Welcome to Richfield... Now Step Away from Our Moon Craters

Did I say “Step Away?” Sorry. I meant DRIVE AWAY, DRIVE AWAY SLOWLY AND CAREFULLY. That’s what all residents and visitors must do now. We all have to keep a close and careful lookout for gigantic mutant potholes. We all have to meticulously scan the surface of every road, street, or avenue as we attempt to drive our vehicles. Any failure to do so could result in more auto repairs for cars already trashed by Richfield’s ragged and jagged roadways. No kidding. Things really have gotten THAT costly and THAT ugly.

But at last, the Mayor and City Council are working on something that will make our daily lives easier. They’re going to make sure Richfield has enough GATEWAYS.

Gateways? Yeah, Gateways. You know, those big signs that are actually concrete monuments and walls(surrounded by drought-resistent landscaping) designed to greet travelers as they drive through Richfield -- or, as they try to keep their cars from being swallowed whole by potholes. Gateways: impressive, glorified signs that will tell drivers when and where they get to Richfield. Once these Gateways have been erected, drivers will finally know where Richfield ends and/or begins.

Like, the boundaries of Minnesota’s oldest suburb are really our biggest concerns here in Pothole Land?

Of course, Richfield’s government bureaucracy isn’t directly addressing our major concerns about road conditions with this Gateway Project.

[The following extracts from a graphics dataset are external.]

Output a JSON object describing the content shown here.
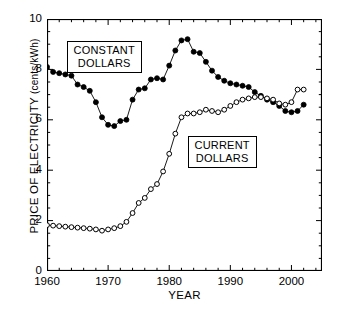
{
  "chart_data": {
    "type": "line",
    "title": "",
    "xlabel": "YEAR",
    "ylabel": "PRICE OF ELECTRICITY (cents/kWh)",
    "ylabel_main": "PRICE OF ELECTRICITY",
    "ylabel_unit": "(cents/kWh)",
    "xlim": [
      1960,
      2005
    ],
    "ylim": [
      0,
      10
    ],
    "xticks": [
      1960,
      1970,
      1980,
      1990,
      2000
    ],
    "yticks": [
      0,
      2,
      4,
      6,
      8,
      10
    ],
    "xtick_labels": [
      "1960",
      "1970",
      "1980",
      "1990",
      "2000"
    ],
    "ytick_labels": [
      "0",
      "2",
      "4",
      "6",
      "8",
      "10"
    ],
    "x_minor_step": 2,
    "y_minor_step": 0.5,
    "grid": false,
    "legend_position": "in-plot-boxed-annotations",
    "series": [
      {
        "name": "CONSTANT DOLLARS",
        "marker": "filled-circle",
        "color": "#000000",
        "x": [
          1960,
          1961,
          1962,
          1963,
          1964,
          1965,
          1966,
          1967,
          1968,
          1969,
          1970,
          1971,
          1972,
          1973,
          1974,
          1975,
          1976,
          1977,
          1978,
          1979,
          1980,
          1981,
          1982,
          1983,
          1984,
          1985,
          1986,
          1987,
          1988,
          1989,
          1990,
          1991,
          1992,
          1993,
          1994,
          1995,
          1996,
          1997,
          1998,
          1999,
          2000,
          2001,
          2002
        ],
        "values": [
          8.1,
          7.9,
          7.85,
          7.8,
          7.75,
          7.4,
          7.3,
          7.15,
          6.7,
          6.1,
          5.8,
          5.75,
          5.95,
          6.0,
          6.8,
          7.2,
          7.25,
          7.6,
          7.65,
          7.6,
          8.15,
          8.75,
          9.15,
          9.2,
          8.7,
          8.65,
          8.3,
          7.95,
          7.7,
          7.55,
          7.45,
          7.4,
          7.35,
          7.3,
          7.1,
          6.95,
          6.8,
          6.7,
          6.55,
          6.35,
          6.3,
          6.35,
          6.6
        ]
      },
      {
        "name": "CURRENT DOLLARS",
        "marker": "open-circle",
        "color": "#000000",
        "x": [
          1960,
          1961,
          1962,
          1963,
          1964,
          1965,
          1966,
          1967,
          1968,
          1969,
          1970,
          1971,
          1972,
          1973,
          1974,
          1975,
          1976,
          1977,
          1978,
          1979,
          1980,
          1981,
          1982,
          1983,
          1984,
          1985,
          1986,
          1987,
          1988,
          1989,
          1990,
          1991,
          1992,
          1993,
          1994,
          1995,
          1996,
          1997,
          1998,
          1999,
          2000,
          2001,
          2002
        ],
        "values": [
          1.82,
          1.8,
          1.78,
          1.76,
          1.74,
          1.72,
          1.7,
          1.68,
          1.65,
          1.6,
          1.65,
          1.7,
          1.78,
          1.95,
          2.3,
          2.7,
          2.9,
          3.25,
          3.45,
          3.95,
          4.65,
          5.45,
          6.1,
          6.25,
          6.25,
          6.3,
          6.4,
          6.35,
          6.3,
          6.4,
          6.55,
          6.7,
          6.8,
          6.85,
          6.9,
          6.9,
          6.85,
          6.8,
          6.65,
          6.6,
          6.7,
          7.2,
          7.2
        ]
      }
    ],
    "annotations": [
      {
        "name": "constant-dollars-label",
        "line1": "CONSTANT",
        "line2": "DOLLARS"
      },
      {
        "name": "current-dollars-label",
        "line1": "CURRENT",
        "line2": "DOLLARS"
      }
    ]
  }
}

Our gripes are so 2014, and the city’s braintrust is still working on stuff from 2010. This current Gateway Project actually echoes the final consummation of the MnDot work project on Highway 62 and Interstate 35W that began over four years ago.

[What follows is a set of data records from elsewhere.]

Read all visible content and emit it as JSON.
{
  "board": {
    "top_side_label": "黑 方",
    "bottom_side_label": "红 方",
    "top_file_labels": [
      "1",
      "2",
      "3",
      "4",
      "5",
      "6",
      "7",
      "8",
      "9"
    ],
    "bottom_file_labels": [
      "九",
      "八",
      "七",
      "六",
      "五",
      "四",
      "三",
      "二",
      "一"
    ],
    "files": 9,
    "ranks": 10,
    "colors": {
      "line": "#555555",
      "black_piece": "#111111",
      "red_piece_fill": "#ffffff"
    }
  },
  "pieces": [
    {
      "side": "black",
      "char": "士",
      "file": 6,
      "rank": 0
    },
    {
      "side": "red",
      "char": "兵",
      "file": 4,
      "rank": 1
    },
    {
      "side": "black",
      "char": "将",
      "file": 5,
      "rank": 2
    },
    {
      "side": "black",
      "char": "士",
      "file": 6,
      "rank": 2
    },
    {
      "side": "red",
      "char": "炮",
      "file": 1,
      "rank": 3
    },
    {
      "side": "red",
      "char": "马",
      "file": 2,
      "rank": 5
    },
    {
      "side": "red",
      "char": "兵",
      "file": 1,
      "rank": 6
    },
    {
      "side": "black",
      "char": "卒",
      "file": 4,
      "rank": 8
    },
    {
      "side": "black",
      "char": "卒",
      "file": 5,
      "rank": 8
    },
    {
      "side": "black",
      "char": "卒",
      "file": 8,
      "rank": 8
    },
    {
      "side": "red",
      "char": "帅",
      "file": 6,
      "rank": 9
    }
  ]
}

Ever see a master chef artfully arrange cakes into an 8-layer cream torte and then carefully place a maraschino cherry on top?

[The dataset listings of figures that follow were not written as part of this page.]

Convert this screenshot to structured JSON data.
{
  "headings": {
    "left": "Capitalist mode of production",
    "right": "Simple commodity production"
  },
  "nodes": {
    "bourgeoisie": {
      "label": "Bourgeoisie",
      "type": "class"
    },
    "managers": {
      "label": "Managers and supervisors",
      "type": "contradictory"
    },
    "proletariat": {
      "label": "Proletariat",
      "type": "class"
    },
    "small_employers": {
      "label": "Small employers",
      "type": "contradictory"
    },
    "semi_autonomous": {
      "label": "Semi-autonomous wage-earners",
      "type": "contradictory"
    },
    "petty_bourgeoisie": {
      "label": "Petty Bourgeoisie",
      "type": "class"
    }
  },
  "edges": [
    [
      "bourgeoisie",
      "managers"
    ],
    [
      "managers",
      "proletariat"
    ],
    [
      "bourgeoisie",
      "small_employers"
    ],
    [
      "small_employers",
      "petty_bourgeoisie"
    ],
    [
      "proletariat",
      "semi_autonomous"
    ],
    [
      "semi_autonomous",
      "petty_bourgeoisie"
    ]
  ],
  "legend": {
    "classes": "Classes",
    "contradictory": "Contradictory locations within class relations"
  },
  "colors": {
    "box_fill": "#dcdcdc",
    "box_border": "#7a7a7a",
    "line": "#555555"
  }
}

That’s what these Gateways really are: big, bad concrete cherries that serve as lame decorative reminders of Minnesota’s previous road construction. In other words, they’re not REALLY necessary, they just look good.

And bureaucrats do love those finishing touches.

For the past year, in fact, a task force from Richfield has been meeting with MnDot to discuss and finalize which design would best inform travelers that they are indeed in the city that we all know and love as Richfield.

In the March 6th edition of “The Richfield Sun Current,” there was even coverage about how this task force has been pondering which greetings to put on these Gateways. According to this article  published over three weeks ago, the council members liked using “1858” (since it was the date Richfield was established as a township) and the phrase “Minnesota’s first suburb.” They didn’t like the ho-hum, trite “Richfield Welcomes You,” though. “Too generic,” according to reliable sources.

Included in that same news story was a quote from Richfield’s Mayor Debbie Goettel that made me laugh. She reportedly said, “Nobody knows where Richfield ends and Minneapolis begins.”

Girl, you are soooo wrong. All the people who live here AND drive through Richfield know where the boundaries really are. They know Richfield is just south of Minneapolis, right at the corner of silly-ass and downright stupid.

They know it ends and begins with a half-million dollars to pay for big, impressive boundary markers -- without any money left over to repair deteriorating, crumbling roadways that go in and out of Richfield.

But fear not, Richfield has a plan. I read about it in one of the oversized postcards that was sent out to residents a few days ago. “BETTER ROADS, BETTER RICHFIELD,” it announced. Then it offered this solution that our city fathers and mothers have already approved and will soon set into motion. They’re going to use MnDot money for the big signs but tax Richfield residents to pay for new, improved roads!

Richfield roads are 20 years past their expected life. With your help, the problem is being solved. Beginning in April, an increase in your Electric and Gas Franchise fee(paid via your electric or gas bill) will help fund a very important street maintenance program. Over a six-year period, beginning in 2015, a mill and overlay project will be completed on all residential streets -- excluding those that have already received  a mill and overlay or have been reconstructed...

Thanks for the intel, Debbie & task force friends. But excuse me for not celebrating right away. I’m way too sad about paying more and more of my own tax money to fix a lunar landscape that could have been paid with that half -million dollars you decided to use for those big, impressive Gateways.

Who cares if you end up in Richfield or Minneapolis when the car you’re driving is getting destroyed by bad roads?